Ali M
Ali M

Reputation: 47

Dereferencing through pointer and incrementing gives a different value and decrements it instead C++

I was trying to do some experiments with pointers in C++, I did understand the concepts of precedence a bit but the following program is mingling with my mind and am unable to comprehend it

CODE:

#include <iostream>
using namespace std;

int main() {

    int x = 9;  
    int* ptr = &x;

cout << "The value of x is " << x << endl << "The value of ptr is " << ptr << endl << *ptr << endl << (*ptr)++ << endl << (*ptr)++ << endl << (*ptr)++ << endl;

    return 0;
}

in this program gave the initial value to x as 9 and i expect the compiler to give me value of x as 9 and then increment it using pointers so i expected the answer to be as 9,Address,9 ,10,11,12 but instead the answer i get in every compiler is that the value of x is 12 and rest is like this 12,Address,11,10,9 Please help me understand this am a newbie in C++

Upvotes: 1

Views: 203

Answers (3)

john
john

Reputation: 87959

This has nothing to do with precedence but with order of evaluation. You are assuming that the order of evaluation is left to right, but this is not true. As you can see, in your case, it's right to left.

However this is an area where C++ has changed. With the C++17 version the rules for expressions such as the above where changed to guarantee left to right order of evaluation. So if you can, use the compiler options that forces version C++17 and you should see the result change.

Left to right order of evaluation is not guaranteed everywhere, for instance given A + B, it still could be A before B or B before A. Full details can be found here.

Upvotes: 4

Arty
Arty

Reputation: 16747

Use ++(*ptr) instead of (*ptr)++ to achieve result that you want.

++x increments value of x and then returns new incremented value, while x++ increments x but returns previous value (copy) of x.

And according to your expectations to have 9, Address, 9, 10, 11, 12 you really wanted to have behavior of ++x hence using of ++(*ptr) is needed.

You can see corrected code in action here online.

Update.

In fact it appeared to be that same code even with pre-increment ++(*ptr) behaves differently on different compilers, my MSVC 2015 and 2019 outputs 12 addr 12 12 12 12 and if I use /std:c++latest flag in MSVC then output is correct expected 9 addr 9 10 11 12, so behavior changed in C++11 or later.

So it means that behavior of such expressions is UNDEFINED meaning that it is different and maybe even random on different compilers.

So you need to definitely avoid such expressions if you want compatibility in all versions of compilers. Or use /std:c++latest for MSVC and similar flags for other compilers, to force using latest C++ standard.

To avoid problems you may store incremented results into separate variables or array and then output it to cout.

Upvotes: 0

guapi
guapi

Reputation: 123

This is an undefined behavior.

For more detailed information, you can go to this post: What made i = i++ + 1; legal in C++17?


*WHAT IS BEING ASKED*.
The word "訪日外国人消費動向調査" marks the lines to report; pull each of them from the listing.
====== DATA LISTING ======
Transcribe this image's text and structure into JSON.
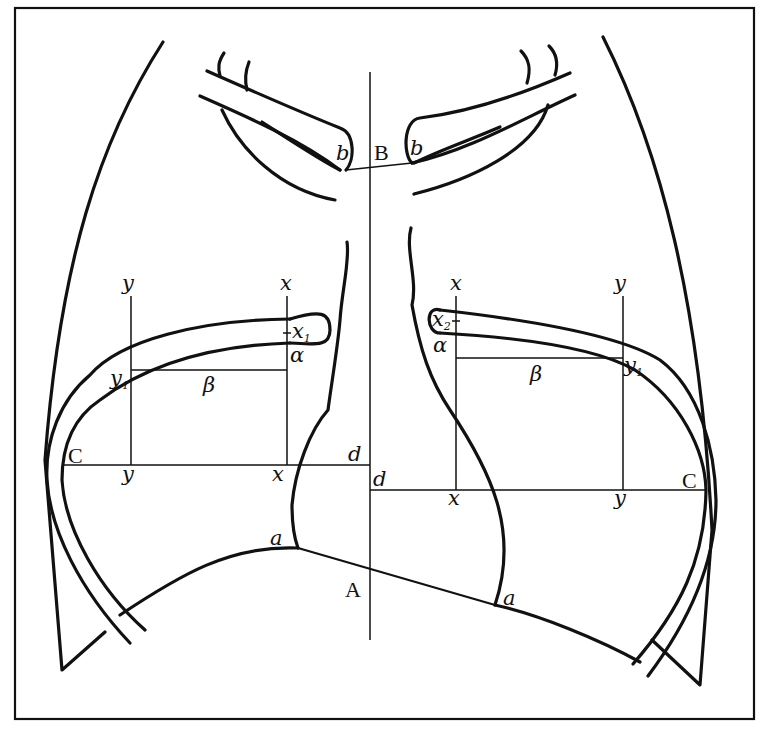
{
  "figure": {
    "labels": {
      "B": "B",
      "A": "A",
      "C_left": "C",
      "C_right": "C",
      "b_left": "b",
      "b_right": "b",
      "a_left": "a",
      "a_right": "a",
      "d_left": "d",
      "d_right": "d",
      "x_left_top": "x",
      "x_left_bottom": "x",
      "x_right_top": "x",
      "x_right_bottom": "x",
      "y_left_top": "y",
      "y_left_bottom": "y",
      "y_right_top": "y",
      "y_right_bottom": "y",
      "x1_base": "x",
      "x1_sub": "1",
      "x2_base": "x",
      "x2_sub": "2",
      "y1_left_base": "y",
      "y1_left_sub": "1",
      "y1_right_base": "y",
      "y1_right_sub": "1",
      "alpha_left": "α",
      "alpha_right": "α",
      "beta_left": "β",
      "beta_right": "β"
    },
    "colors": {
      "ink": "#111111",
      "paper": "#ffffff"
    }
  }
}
======
====== DATA LISTING ======
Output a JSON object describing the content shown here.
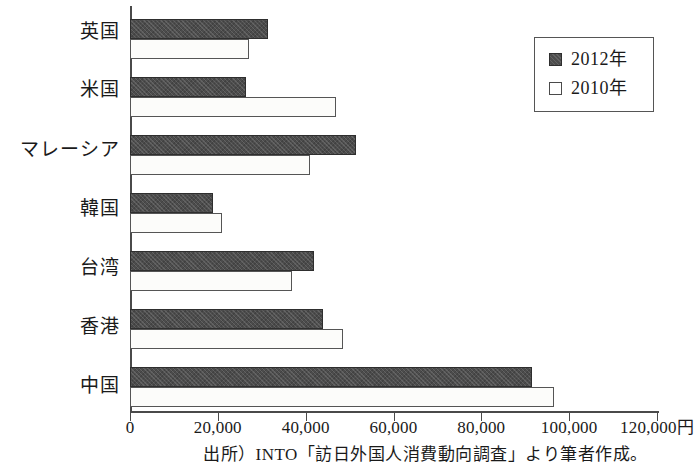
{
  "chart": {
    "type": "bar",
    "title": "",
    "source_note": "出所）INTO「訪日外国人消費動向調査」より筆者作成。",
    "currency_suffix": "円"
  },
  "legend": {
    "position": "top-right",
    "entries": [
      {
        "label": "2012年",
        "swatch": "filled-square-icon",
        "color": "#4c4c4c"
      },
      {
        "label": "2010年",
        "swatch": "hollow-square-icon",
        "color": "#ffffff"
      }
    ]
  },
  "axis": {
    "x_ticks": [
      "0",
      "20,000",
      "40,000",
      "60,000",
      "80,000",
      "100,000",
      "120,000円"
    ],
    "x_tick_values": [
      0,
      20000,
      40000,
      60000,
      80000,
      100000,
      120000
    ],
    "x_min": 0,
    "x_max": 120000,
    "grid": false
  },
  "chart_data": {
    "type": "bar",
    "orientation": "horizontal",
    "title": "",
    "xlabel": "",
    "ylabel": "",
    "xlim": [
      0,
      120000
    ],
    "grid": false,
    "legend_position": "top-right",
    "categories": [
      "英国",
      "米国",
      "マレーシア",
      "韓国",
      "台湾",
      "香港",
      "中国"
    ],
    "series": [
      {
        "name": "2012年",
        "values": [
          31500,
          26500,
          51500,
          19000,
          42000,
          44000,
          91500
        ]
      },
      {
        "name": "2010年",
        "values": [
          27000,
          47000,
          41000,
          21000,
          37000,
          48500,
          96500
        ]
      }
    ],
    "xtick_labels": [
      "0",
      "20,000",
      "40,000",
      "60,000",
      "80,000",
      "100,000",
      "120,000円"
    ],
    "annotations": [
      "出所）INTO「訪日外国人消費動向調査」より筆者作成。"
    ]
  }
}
======
*YOUR RESPONSE*.
    "source_note": "出所）INTO「訪日外国人消費動向調査」より筆者作成。",
      "出所）INTO「訪日外国人消費動向調査」より筆者作成。"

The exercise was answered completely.